Only now am I beginning to understand that I can’t by my own power do anything to heal myself and overcome my faults. All I can do is receive God’s grace and God’s healing. When I ask for forgiveness, whether alone in prayer, or through the Sacrament of Reconciliation, it’s about healing the barriers to receiving God’s love and grace, including my own refusal to accept it.

Calvinism revisited

When I look again at the verses which were quoted to back up Calvinism, I see now that it’s all about grace:

Thus he chose us in Christ before the world was made to be holy and faultless before him in love, marking us out for himself beforehand, to be adopted sons, through Jesus Christ. Such was his purpose and good pleasure, to the praise of the glory of his grace, his free gift to us in the Beloved, in whom, through his blood, we gain our freedom, the forgiveness of our sins. (Ephesians 1: 4-7)

The Calvinists almost got it right. So close, and yet so far. They understood that salvation is God’s free gift, that there’s nothing we can do to earn it or add to it. But in teaching that it was wrong to ask God for mercy and salvation, they made a grave and damaging error.
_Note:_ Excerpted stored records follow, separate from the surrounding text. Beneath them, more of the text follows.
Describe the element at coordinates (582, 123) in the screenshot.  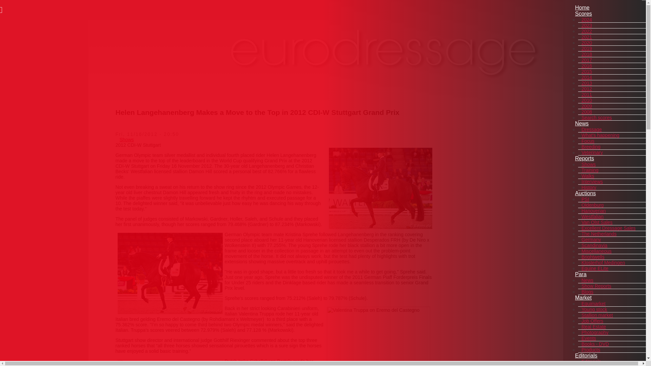
I see `News` at that location.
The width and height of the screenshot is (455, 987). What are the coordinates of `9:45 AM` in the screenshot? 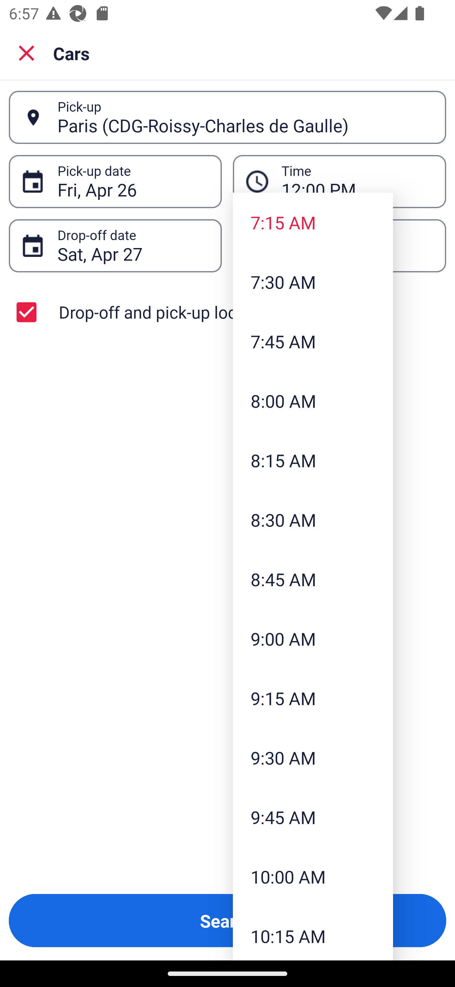 It's located at (313, 817).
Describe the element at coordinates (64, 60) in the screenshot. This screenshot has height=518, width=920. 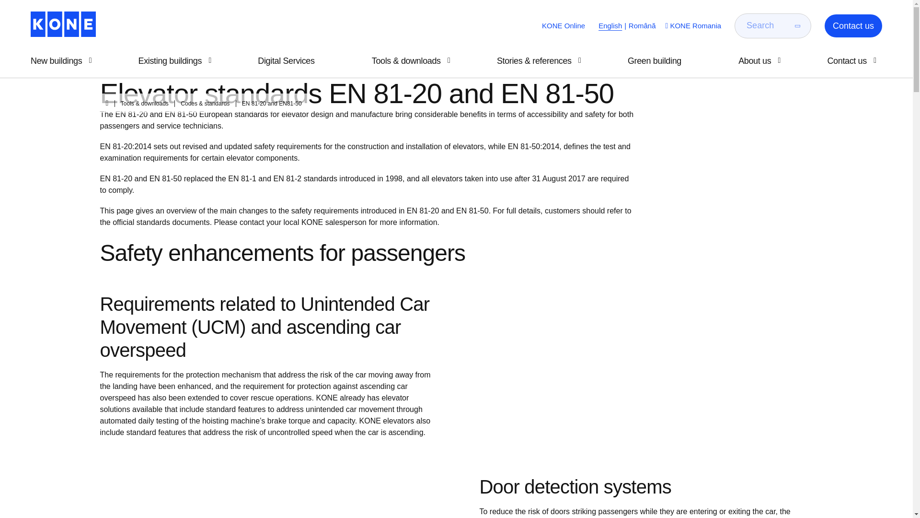
I see `New buildings` at that location.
We can’t do anything to add or take away from God’s salvation, but it does require an important step on our part: ACCEPTANCE.

God is outside of time and I am in it. And here is the paradox. God is omnipotent, and yet He has limited Himself, taken on human nature, made Himself vulnerable. In giving us free will, He has allowed us to receive or to refuse Him, not just once and for all, but continually. In every moment of every day, He’s there waiting for us to turn Godwards.
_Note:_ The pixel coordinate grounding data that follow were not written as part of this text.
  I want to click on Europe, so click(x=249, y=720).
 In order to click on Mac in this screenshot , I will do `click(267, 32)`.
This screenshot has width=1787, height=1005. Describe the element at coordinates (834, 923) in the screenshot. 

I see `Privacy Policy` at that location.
I’ll give Julian of Norwich the last word:

This is his meaning: that we should see what he does and pray that it should be done … It is our Lord’s will that, whatever he plans to do, we should pray for it, either in particular or in general. The joy and delight it gives him, and the thanks and glory we shall be given because of it, pass all understanding – in my sight.
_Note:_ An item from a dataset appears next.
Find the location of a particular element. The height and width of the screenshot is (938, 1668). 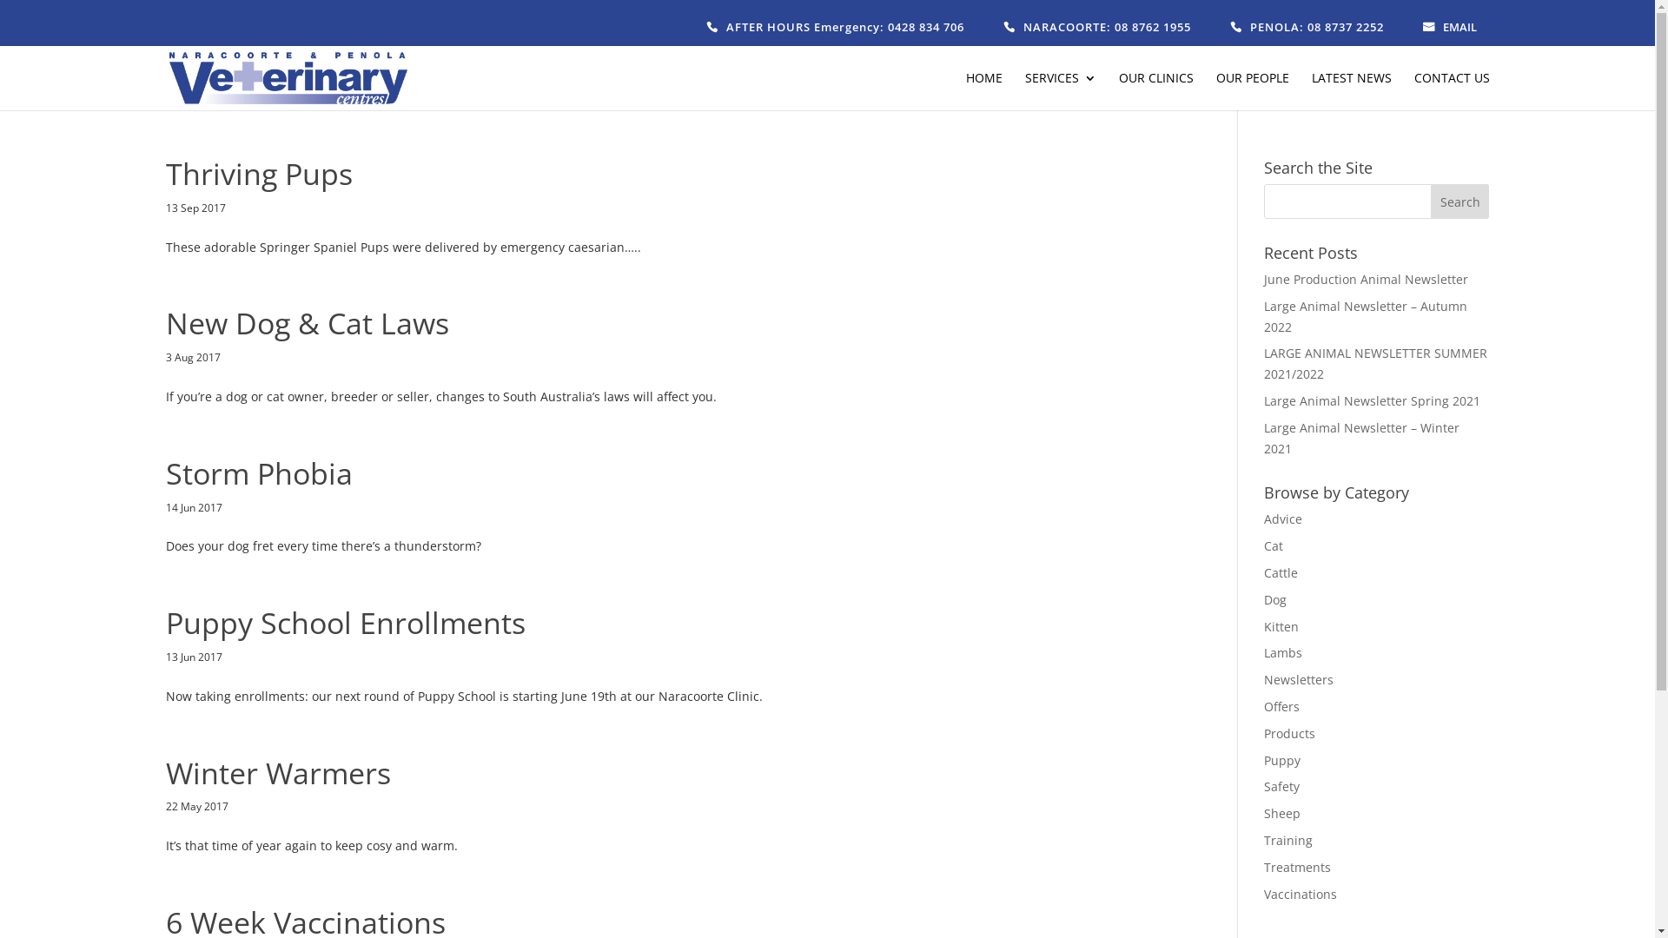

Large Animal Newsletter Spring 2021 is located at coordinates (1372, 401).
5 thoughts on “God’s grace and Calvinism revisited

  1. 140 Character Christian November 9, 2018 / 11:25 pm

    As a kid I was taught God would crush me if I didn’t behave and follow his laws. The story of the great uncle showing the furnace resonated with me. It took me a long time to discover God’s grace, that he is a loving God; that we follow him out of our love for him, not our fear.

    Liked by 2 people

    • canach November 11, 2018 / 9:39 pm

      Thanks for the comment. The story of the Great Uncle George is in God of Surprises by Gerard W Hughes, a book which helped me begin to heal from the frightening version of God I encountered as a child.

      Liked by 2 people

  2. loveinthefield November 9, 2018 / 11:32 pm

    Thank you for this post.

    I too am working through so many similar things. The realization that the Sacraments have been given us out of love from God is huge. Reconciliation is not a “work” that God requires us to complete sufficiently well but rather is a grace given by Him precisely because He knows our wounds and how quickly we, like dogs, will return to our vomit. In His lovingkindness, He has left us with this gift that allows us to be healed and restored.

    These shifts in understanding are huge and happen slowly. What an honor it is to come to understand Him more and more and what an honor it is to have this sacramental life that constantly reminds us of His immense and overwhelming love for us.

    To Jesus, through Mary,

    Paul

    Liked by 2 people

    • canach November 11, 2018 / 9:38 pm

      Thanks for your comment. I try to write about something I have glimpses of, but I have to keep reminding myself, it’s not up to me, and yet it is up to me to say, yes.